Not an ounce of romanticism can be found in Dogtooth’s use of the bloodied face. To justify the sudden appearance of a cat in their yard, Father cuts his clothing and smears fake blood all over his body, villainizing the feline through visual shock and awe. This event becomes an ideological tipping point for Older Daughter, as she begins to quietly question the dogma Father has firmly ingrained in her subconscious.5. Destruction of Youth
When Eli decimates the three bullies drowning Oskar in the pool, Alfredson once again returns to the long shot, and silence and stillness allow the pockets of color to resonate. The destruction of youth, all mangled bodies and pools of blood, is perfectly counterbalanced by the calmness of the frame.

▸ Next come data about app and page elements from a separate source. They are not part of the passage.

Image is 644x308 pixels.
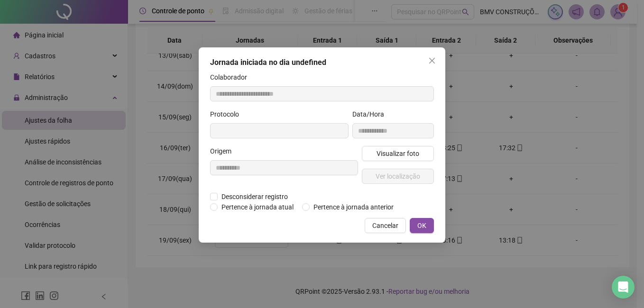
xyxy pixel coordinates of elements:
[210,72,253,83] label: Colaborador
[612,276,634,299] div: Open Intercom Messenger
[372,220,398,231] span: Cancelar
[365,218,406,233] button: Cancelar
[362,146,434,161] button: Visualizar foto
[210,109,245,119] label: Protocolo
[410,218,434,233] button: OK
[218,192,292,202] span: Desconsiderar registro
[218,202,297,212] span: Pertence à jornada atual
[210,146,237,156] label: Origem
[310,202,397,212] span: Pertence à jornada anterior
[362,169,434,184] button: Ver localização
[428,57,436,65] span: close
[376,149,419,159] span: Visualizar foto
[210,57,434,68] div: Jornada iniciada no dia undefined
[424,53,439,68] button: Close
[417,220,426,231] span: OK
[352,109,390,119] label: Data/Hora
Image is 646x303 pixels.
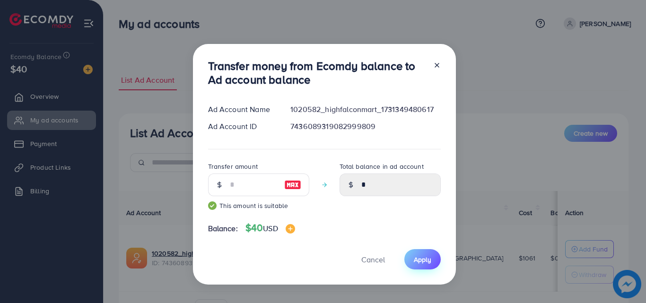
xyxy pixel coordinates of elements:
h3: Transfer money from Ecomdy balance to Ad account balance [208,59,426,87]
span: Cancel [361,254,385,265]
h4: $40 [245,222,295,234]
img: image [284,179,301,191]
img: guide [208,201,217,210]
img: image [286,224,295,234]
div: Ad Account ID [201,121,283,132]
button: Apply [404,249,441,270]
span: Apply [414,255,431,264]
div: Ad Account Name [201,104,283,115]
span: Balance: [208,223,238,234]
label: Total balance in ad account [340,162,424,171]
label: Transfer amount [208,162,258,171]
div: 1020582_highfalconmart_1731349480617 [283,104,448,115]
button: Cancel [349,249,397,270]
div: 7436089319082999809 [283,121,448,132]
span: USD [263,223,278,234]
small: This amount is suitable [208,201,309,210]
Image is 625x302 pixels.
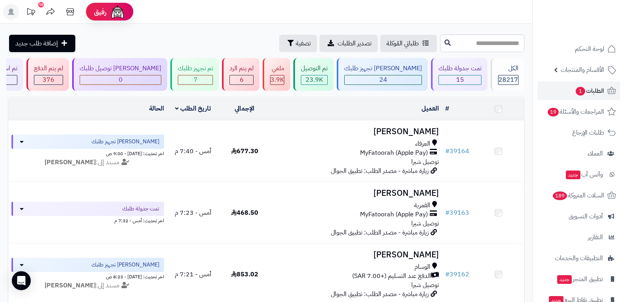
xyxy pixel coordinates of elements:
[537,39,620,58] a: لوحة التحكم
[421,104,439,113] a: العميل
[175,208,211,217] span: أمس - 7:23 م
[175,146,211,156] span: أمس - 7:40 م
[270,64,284,73] div: ملغي
[71,58,169,91] a: [PERSON_NAME] توصيل طلبك 0
[331,227,429,237] span: زيارة مباشرة - مصدر الطلب: تطبيق الجوال
[556,273,603,284] span: تطبيق المتجر
[537,227,620,246] a: التقارير
[415,139,430,148] span: العرفاء
[445,269,469,279] a: #39162
[414,262,430,271] span: الوسام
[231,208,258,217] span: 468.50
[548,108,559,117] span: 19
[438,64,481,73] div: تمت جدولة طلبك
[279,35,317,52] button: تصفية
[301,75,327,84] div: 23920
[555,252,603,263] span: التطبيقات والخدمات
[575,85,604,96] span: الطلبات
[270,75,284,84] span: 3.9K
[45,157,96,167] strong: [PERSON_NAME]
[576,87,585,96] span: 1
[274,188,439,198] h3: [PERSON_NAME]
[274,250,439,259] h3: [PERSON_NAME]
[498,75,518,84] span: 28217
[175,269,211,279] span: أمس - 7:21 م
[537,186,620,205] a: السلات المتروكة189
[345,75,421,84] div: 24
[445,146,449,156] span: #
[274,127,439,136] h3: [PERSON_NAME]
[537,165,620,184] a: وآتس آبجديد
[110,4,125,20] img: ai-face.png
[9,35,75,52] a: إضافة طلب جديد
[292,58,335,91] a: تم التوصيل 23.9K
[301,64,328,73] div: تم التوصيل
[91,138,159,145] span: [PERSON_NAME] تجهيز طلبك
[261,58,292,91] a: ملغي 3.9K
[11,149,164,157] div: اخر تحديث: [DATE] - 9:00 ص
[34,75,63,84] div: 376
[231,146,258,156] span: 677.30
[122,205,159,212] span: تمت جدولة طلبك
[537,269,620,288] a: تطبيق المتجرجديد
[565,169,603,180] span: وآتس آب
[489,58,526,91] a: الكل28217
[178,75,212,84] div: 7
[331,289,429,298] span: زيارة مباشرة - مصدر الطلب: تطبيق الجوال
[220,58,261,91] a: لم يتم الرد 6
[588,231,603,242] span: التقارير
[411,280,439,289] span: توصيل شبرا
[230,75,253,84] div: 6
[34,64,63,73] div: لم يتم الدفع
[296,39,311,48] span: تصفية
[568,211,603,222] span: أدوات التسويق
[445,146,469,156] a: #39164
[537,81,620,100] a: الطلبات1
[11,216,164,224] div: اخر تحديث: أمس - 7:32 م
[572,127,604,138] span: طلبات الإرجاع
[445,208,449,217] span: #
[43,75,54,84] span: 376
[587,148,603,159] span: العملاء
[445,269,449,279] span: #
[6,281,170,290] div: مسند إلى:
[38,2,44,7] div: 10
[235,104,254,113] a: الإجمالي
[331,166,429,175] span: زيارة مباشرة - مصدر الطلب: تطبيق الجوال
[445,208,469,217] a: #39163
[439,75,481,84] div: 15
[552,191,567,200] span: 189
[169,58,220,91] a: تم تجهيز طلبك 7
[352,271,431,280] span: الدفع عند التسليم (+7.00 SAR)
[537,102,620,121] a: المراجعات والأسئلة19
[575,43,604,54] span: لوحة التحكم
[80,64,161,73] div: [PERSON_NAME] توصيل طلبك
[557,275,572,283] span: جديد
[91,261,159,268] span: [PERSON_NAME] تجهيز طلبك
[360,210,428,219] span: MyFatoorah (Apple Pay)
[149,104,164,113] a: الحالة
[80,75,161,84] div: 0
[306,75,323,84] span: 23.9K
[498,64,518,73] div: الكل
[94,7,106,17] span: رفيق
[240,75,244,84] span: 6
[411,157,439,166] span: توصيل شبرا
[537,207,620,225] a: أدوات التسويق
[175,104,211,113] a: تاريخ الطلب
[537,123,620,142] a: طلبات الإرجاع
[178,64,213,73] div: تم تجهيز طلبك
[21,4,41,22] a: تحديثات المنصة
[379,75,387,84] span: 24
[445,104,449,113] a: #
[537,144,620,163] a: العملاء
[6,158,170,167] div: مسند إلى:
[229,64,253,73] div: لم يتم الرد
[411,218,439,228] span: توصيل شبرا
[414,201,430,210] span: القمرية
[386,39,419,48] span: طلباتي المُوكلة
[12,271,31,290] div: Open Intercom Messenger
[344,64,422,73] div: [PERSON_NAME] تجهيز طلبك
[15,39,58,48] span: إضافة طلب جديد
[270,75,284,84] div: 3868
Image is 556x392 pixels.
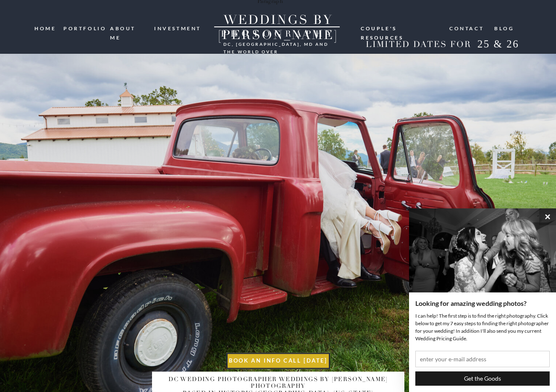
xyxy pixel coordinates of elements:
[415,351,550,367] input: enter your e-mail address
[362,40,474,50] h2: LIMITED DATES FOR
[415,312,550,342] p: I can help! The first step is to find the right photography. Click below to get my 7 easy steps t...
[415,299,550,308] h3: Looking for amazing wedding photos?
[494,24,514,32] a: blog
[470,38,525,53] h2: 25 & 26
[449,24,484,32] a: Contact
[360,24,441,31] a: Couple's resources
[223,40,331,47] h3: DC, [GEOGRAPHIC_DATA], md and the world over
[110,24,148,32] a: ABOUT ME
[539,208,556,225] button: ×
[415,371,550,386] input: Get the Goods
[64,24,104,32] a: portfolio
[201,12,355,28] a: WEDDINGS BY [PERSON_NAME]
[34,24,58,32] a: HOME
[227,357,329,366] a: book an info call [DATE]
[154,24,202,32] a: investment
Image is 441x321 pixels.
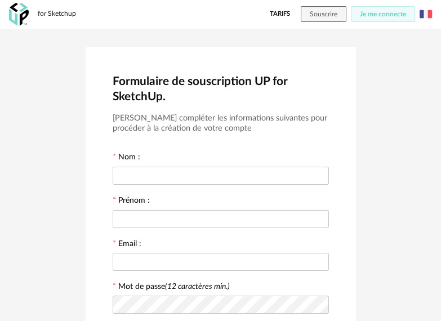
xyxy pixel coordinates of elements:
label: Prénom : [113,197,150,207]
img: OXP [9,3,29,26]
a: Tarifs [270,6,290,22]
label: Email : [113,240,142,250]
label: Nom : [113,153,140,164]
label: Mot de passe [118,283,230,291]
button: Je me connecte [351,6,416,22]
h2: Formulaire de souscription UP for SketchUp. [113,74,329,104]
span: Souscrire [310,11,338,17]
span: Je me connecte [360,11,407,17]
div: for Sketchup [38,10,76,19]
h3: [PERSON_NAME] compléter les informations suivantes pour procéder à la création de votre compte [113,113,329,134]
i: (12 caractères min.) [165,283,230,291]
img: fr [420,8,432,20]
button: Souscrire [301,6,347,22]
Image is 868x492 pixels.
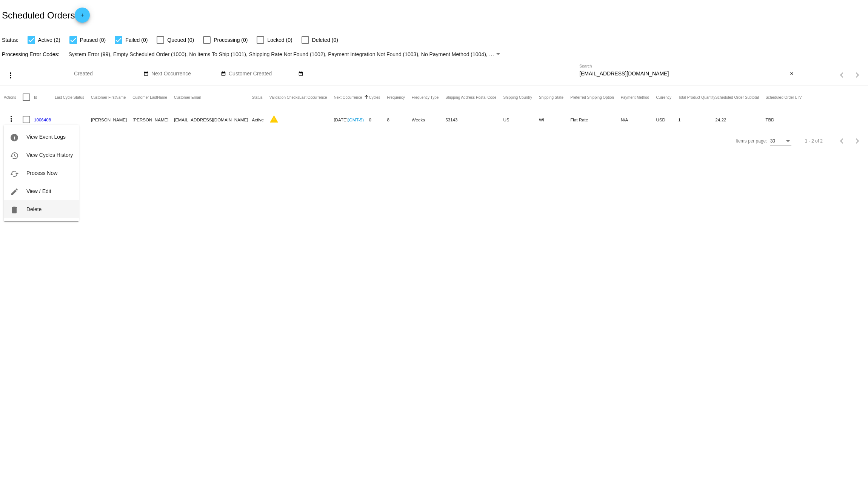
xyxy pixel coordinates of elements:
[10,169,19,178] mat-icon: cached
[26,134,65,140] span: View Event Logs
[10,133,19,142] mat-icon: info
[26,152,73,158] span: View Cycles History
[26,170,57,176] span: Process Now
[26,206,42,212] span: Delete
[10,151,19,160] mat-icon: history
[10,187,19,196] mat-icon: edit
[26,188,52,194] span: View / Edit
[10,205,19,214] mat-icon: delete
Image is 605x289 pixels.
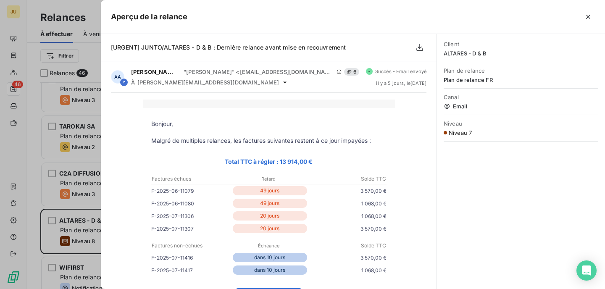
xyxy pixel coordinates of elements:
[151,199,231,208] p: F-2025-06-11080
[309,224,387,233] p: 3 570,00 €
[309,266,387,275] p: 1 068,00 €
[151,212,231,221] p: F-2025-07-11306
[233,266,307,275] p: dans 10 jours
[137,79,279,86] span: [PERSON_NAME][EMAIL_ADDRESS][DOMAIN_NAME]
[233,224,307,233] p: 20 jours
[309,175,386,183] p: Solde TTC
[151,253,231,262] p: F-2025-07-11416
[375,69,427,74] span: Succès - Email envoyé
[444,76,599,83] span: Plan de relance FR
[151,157,387,166] p: Total TTC à régler : 13 914,00 €
[230,242,308,250] p: Échéance
[111,44,346,51] span: [URGENT] JUNTO/ALTARES - D & B : Dernière relance avant mise en recouvrement
[152,242,229,250] p: Factures non-échues
[151,266,231,275] p: F-2025-07-11417
[449,129,472,136] span: Niveau 7
[111,70,124,84] div: AA
[233,253,307,262] p: dans 10 jours
[444,103,599,110] span: Email
[179,69,181,74] span: -
[309,199,387,208] p: 1 068,00 €
[111,11,187,23] h5: Aperçu de la relance
[309,212,387,221] p: 1 068,00 €
[152,175,229,183] p: Factures échues
[309,187,387,195] p: 3 570,00 €
[309,242,386,250] p: Solde TTC
[577,261,597,281] div: Open Intercom Messenger
[444,41,599,47] span: Client
[151,187,231,195] p: F-2025-06-11079
[184,69,334,75] span: "[PERSON_NAME]" <[EMAIL_ADDRESS][DOMAIN_NAME]>
[444,67,599,74] span: Plan de relance
[444,50,599,57] span: ALTARES - D & B
[151,224,231,233] p: F-2025-07-11307
[233,186,307,195] p: 49 jours
[131,79,135,86] span: À
[230,175,308,183] p: Retard
[151,120,387,128] p: Bonjour,
[131,69,177,75] span: [PERSON_NAME]
[376,81,427,86] span: il y a 5 jours , le [DATE]
[233,211,307,221] p: 20 jours
[444,94,599,100] span: Canal
[344,68,359,76] span: 6
[233,199,307,208] p: 49 jours
[151,137,387,145] p: Malgré de multiples relances, les factures suivantes restent à ce jour impayées :
[309,253,387,262] p: 3 570,00 €
[444,120,599,127] span: Niveau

Father has prophesized that the only way his children can leave the compound is if their special “dogtooth” falls out. In this sequence, Oldest Daughter takes him at his word, shattering her jaw with a dumbbell and splattering the mirror with blood. It’s a symbolic destruction of her youth, represented by that toothless grin, but the instinctual act is far more important than the twisted reasoning behind it.6. Evolution?
The endings of both films share one question: Will these abnormal experiences of adolescence continue or evolve? As Oskar taps quietly on the cardboard box housing the dormant Eli, communicating through the Morse code they perfected together, this question remains unanswered. Still, the poetry and grace of the above shot provides a clue to Alfredson’s true intent: Companionship and escape are enough to signify a shared evolution, a step forward.
The motif of containment and transportation continues in the final shot of Dogtooth, in which Older Sister escapes the compound by hiding in the trunk of Father’s car. Unlike Let the Right One In, there’s no tender reference to the woman within the confined compartment, no excitement over her achieved freedom. Instead, we watch as one lifeless vehicle carries a potential monster into the world beyond, an event that could expand Father’s warped doctrine instead of erasing it from memory. Cats beware.